A student is lazy. A class is lazy. A whole school is lazy. A whole generation is lazy. Teachers are lazy.
What lies behind this diagnosis of laziness? Who are those applying the label and who are those getting the label? Is laziness something new? Can it strike like a disease that spreads or is it more like an infection that has to be acquired by each individual from a specific cause?
Do we all have the same image when we say “lazy”?
Going on comments I’ve heard and read, I would say that ’lazy’ can often be interpreted as “not doing what I want them to do.” I wrote the foregoing a long time ago but called it up on reading a post from a fl teacher calling her students lazy.
Where are the supervisors who are supposed to help teachers understand the dynamics of their classrooms? Where is the time to read books that deal with this idea of laziness, unpack it, help us understand what it means? From what I’ve seen and read over the years, teachers are thrown into the classroom, given an impossible job, and asked to maintain their sanity.

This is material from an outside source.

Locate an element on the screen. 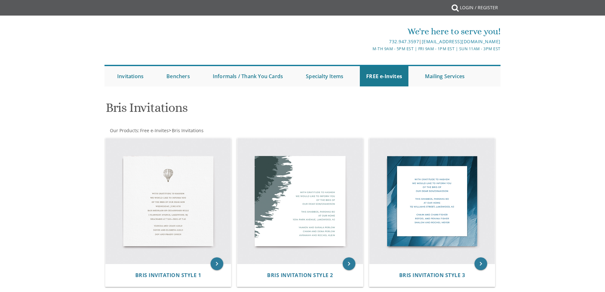  img: Bris Invitation Style 1 is located at coordinates (168, 201).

Unfortunately, more than one of our colleagues has had to be carried out by the little men in white coats (remember the song, “They’re coming to take me away, they’re coming to take me away.”?
Today I dealt with a series of classes that contrasted greatly – 3 large classes of freshmen and two small classes of kids who had failed AIMS – our state’s high-stakes test. Guess which set was easier to deal with? Why do you think that was?